Hi Bishakha,
Pardon my forking the thread here.
I have previously asked about having more transparency and openness for WMF Board meetings. From my skimming of Board minutes, it's difficult to perceive what level of diligence is being done by the Board. I realize that corporate notetaking practices sometimes suggest summarizing discussions in meeting minutes as "discussion about X" rather than listing detailed questions. I would encourage more detail and transparency about Board deliberations, along the lines of what is being done for departmental quarterly reviews (which I greatly appreciate).
James' and others' points about the WMF Board's role being about high-level strategic direction are well taken. I realize that the Board has limited capacity to manage the organization, as do all the levels of management in the organization. Even at the strategic level, I would hope to see more Board transparency about deliberations for major decisions, which would in turn give everyone in this quasi-democratic movement more visibility into the Board's thinking and more confidence (I hope) that the Board is providing sound leadership on behalf of the community.

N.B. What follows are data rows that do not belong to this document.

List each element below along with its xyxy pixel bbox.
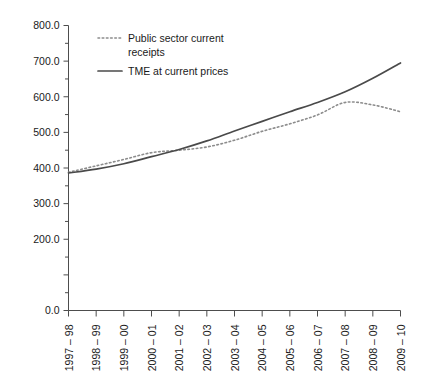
y-axis-tick-label: 200.0 — [33, 233, 59, 245]
legend-label-line2: receipts — [128, 46, 165, 58]
x-axis-tick-label: 2007 – 08 — [339, 324, 351, 371]
x-axis-tick-label: 2005 – 06 — [284, 324, 296, 371]
chart-container: 0.0200.0300.0400.0500.0600.0700.0800.0 1… — [0, 0, 421, 387]
x-axis-tick-label: 2001 – 02 — [173, 324, 185, 371]
line-chart: 0.0200.0300.0400.0500.0600.0700.0800.0 1… — [0, 0, 421, 387]
x-axis-tick-label: 2009 – 10 — [395, 324, 407, 371]
y-axis-tick-label: 700.0 — [33, 55, 59, 67]
legend-label-line1: Public sector current — [128, 32, 224, 44]
x-axis-tick-label: 2003 – 04 — [229, 324, 241, 371]
x-axis-tick-label: 2004 – 05 — [256, 324, 268, 371]
y-axis-tick-label: 400.0 — [33, 162, 59, 174]
y-axis-tick-label: 0.0 — [45, 304, 60, 316]
y-axis-tick-label: 300.0 — [33, 197, 59, 209]
x-axis-tick-label: 2000 – 01 — [146, 324, 158, 371]
y-axis-tick-label: 800.0 — [33, 19, 59, 31]
x-axis-tick-label: 1997 – 98 — [63, 324, 75, 371]
x-axis-tick-label: 2008 – 09 — [367, 324, 379, 371]
y-axis-tick-label: 500.0 — [33, 126, 59, 138]
y-axis-tick-label: 600.0 — [33, 91, 59, 103]
x-axis-tick-label: 1998 – 99 — [90, 324, 102, 371]
legend-label-line1: TME at current prices — [128, 65, 228, 77]
x-axis-tick-label: 2006 – 07 — [312, 324, 324, 371]
x-axis-tick-label: 2002 – 03 — [201, 324, 213, 371]
x-axis-tick-label: 1999 – 00 — [118, 324, 130, 371]
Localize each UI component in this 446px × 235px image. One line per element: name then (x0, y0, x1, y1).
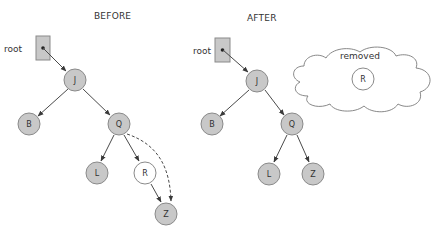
before-panel: BEFORE root J B Q L R (4, 11, 177, 225)
after-node-j: J (246, 70, 268, 92)
before-node-z: Z (155, 203, 177, 225)
after-title: AFTER (247, 13, 277, 23)
svg-text:L: L (95, 169, 100, 178)
svg-text:Z: Z (163, 210, 169, 219)
svg-text:Q: Q (116, 120, 122, 129)
before-node-r-removing: R (134, 162, 156, 184)
after-node-q: Q (281, 113, 303, 135)
after-edge-q-z (297, 135, 309, 162)
after-node-l: L (258, 163, 280, 185)
svg-text:R: R (360, 75, 366, 84)
removed-node-r: R (352, 68, 374, 90)
before-edge-r-z (151, 184, 161, 202)
after-edge-j-q (265, 90, 284, 115)
after-node-z: Z (302, 163, 324, 185)
before-root-label: root (4, 44, 23, 54)
before-edge-q-r (124, 135, 139, 161)
bst-deletion-diagram: BEFORE root J B Q L R (0, 0, 446, 235)
before-node-l: L (86, 162, 108, 184)
svg-text:J: J (73, 76, 76, 85)
svg-text:R: R (142, 169, 148, 178)
before-edge-q-l (101, 135, 114, 161)
svg-text:B: B (209, 120, 215, 129)
after-edge-j-b (220, 90, 249, 116)
before-node-j: J (64, 69, 86, 91)
svg-text:Z: Z (310, 170, 316, 179)
svg-text:L: L (267, 170, 272, 179)
before-title: BEFORE (94, 11, 131, 21)
before-node-q: Q (108, 113, 130, 135)
svg-text:B: B (26, 120, 32, 129)
after-node-b: B (201, 113, 223, 135)
before-edge-j-b (38, 89, 68, 116)
svg-text:J: J (255, 77, 258, 86)
before-edge-j-q (83, 89, 110, 115)
before-node-b: B (18, 113, 40, 135)
after-root-label: root (193, 46, 212, 56)
removed-cloud: removed R (294, 47, 430, 112)
after-edge-q-l (274, 135, 287, 162)
after-panel: AFTER root J B Q L Z (193, 13, 430, 185)
removed-label: removed (340, 51, 380, 61)
svg-text:Q: Q (289, 120, 295, 129)
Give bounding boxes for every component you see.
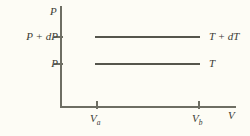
y-tick-label-p-plus-dp-text: P + dP <box>26 30 58 42</box>
x-tick-label-vb-base: V <box>192 112 199 124</box>
curve-label-t-plus-dt: T + dT <box>209 31 239 42</box>
x-tick-va <box>96 101 98 109</box>
curve-label-t: T <box>209 58 215 69</box>
x-tick-vb <box>198 101 200 109</box>
y-tick-label-p-plus-dp: P + dP <box>26 31 58 42</box>
isotherm-line-upper <box>95 36 200 38</box>
curve-label-t-plus-dt-text: T + dT <box>209 30 239 42</box>
isotherm-line-lower <box>95 63 200 65</box>
x-tick-label-vb: Vb <box>192 113 202 127</box>
x-tick-label-va-sub: a <box>97 118 101 127</box>
y-tick-label-p: P <box>51 58 58 69</box>
x-tick-label-va-base: V <box>90 112 97 124</box>
x-tick-label-vb-sub: b <box>199 118 203 127</box>
volume-axis-line <box>60 106 236 108</box>
pressure-axis-label: P <box>50 6 57 17</box>
volume-axis-label: V <box>228 110 235 121</box>
curve-label-t-text: T <box>209 57 215 69</box>
x-tick-label-va: Va <box>90 113 100 127</box>
y-tick-label-p-text: P <box>51 57 58 69</box>
pv-isotherm-diagram: P P + dP P T + dT T Va Vb V <box>0 0 250 136</box>
pressure-axis-line <box>60 6 62 108</box>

How to reconcile the need for more transparency with the need to have frank discussions is a difficult question. I would suggest that the Board take a look at our laws in Washington State regarding open meetings for governmental organizations, and the exceptions to open meetings laws. Overall, I think we do pretty well here at having civil, frank discussions in public most of the time. I have a lot of faith in the goodness of democratic processes, and I believe that a quasi-democratic system is the only viable way for a crowdsourced project like Wikipedia to succeed and to thrive.
I suggest that WMF Board transparency, roles and composition would be good subjects for discussion at the upcoming Wikimedia Conference. I hope that current serving Board members would be willing to have that discussion there in person. I'm sure that at least a few other attendees would be interested in participating, and it might be possible to arrange remote participation as well via live IRC interactions similar to what is done for WMF metrics meetings.
Thank you very much,
Pine
On Fri, Mar 13, 2015 at 10:49 PM, Bishakha Datta bishakhadatta@gmail.com wrote: On Sat, Mar 14, 2015 at 12:34 AM, Pine W wiki.pine@gmail.com wrote:
I'm generally supportive of this legal action, but I am troubled by this statement:
"I trust our legal team to make decisions about what legal actions to participate in."
...WMF needs an activist board. All of the guidance that I read about boards in general says that good boards do due diligance, and I would encourage the WMF board to be proactive and ask tough questions. This can be done while maintaining a positive and respectful atmosphere.
Dear Pine,
As a recently-retired board member, I want to briefly chime in here. Apologies for dragging this thread off-course from the announcement.
There seems to be an assumption that board members don't ask good questions unless they are 'activists' - that is simply not true of any board I'm on, and most certainly not of the WMF board. To combine this with James' email replying to yours, 'providing oversight', 'strategic direction' and 'doing due diligence' often means asking the right questions, including 'tough' questions - at board meetings or via email, but not publicly.
Over the last five years, we've seen greater and greater clarity in separating board and staff roles at the WMF - that's a good thing that most organizations need to do as they mature, and helps both the board and the staff do what they should be doing, instead of getting their roles mixed up.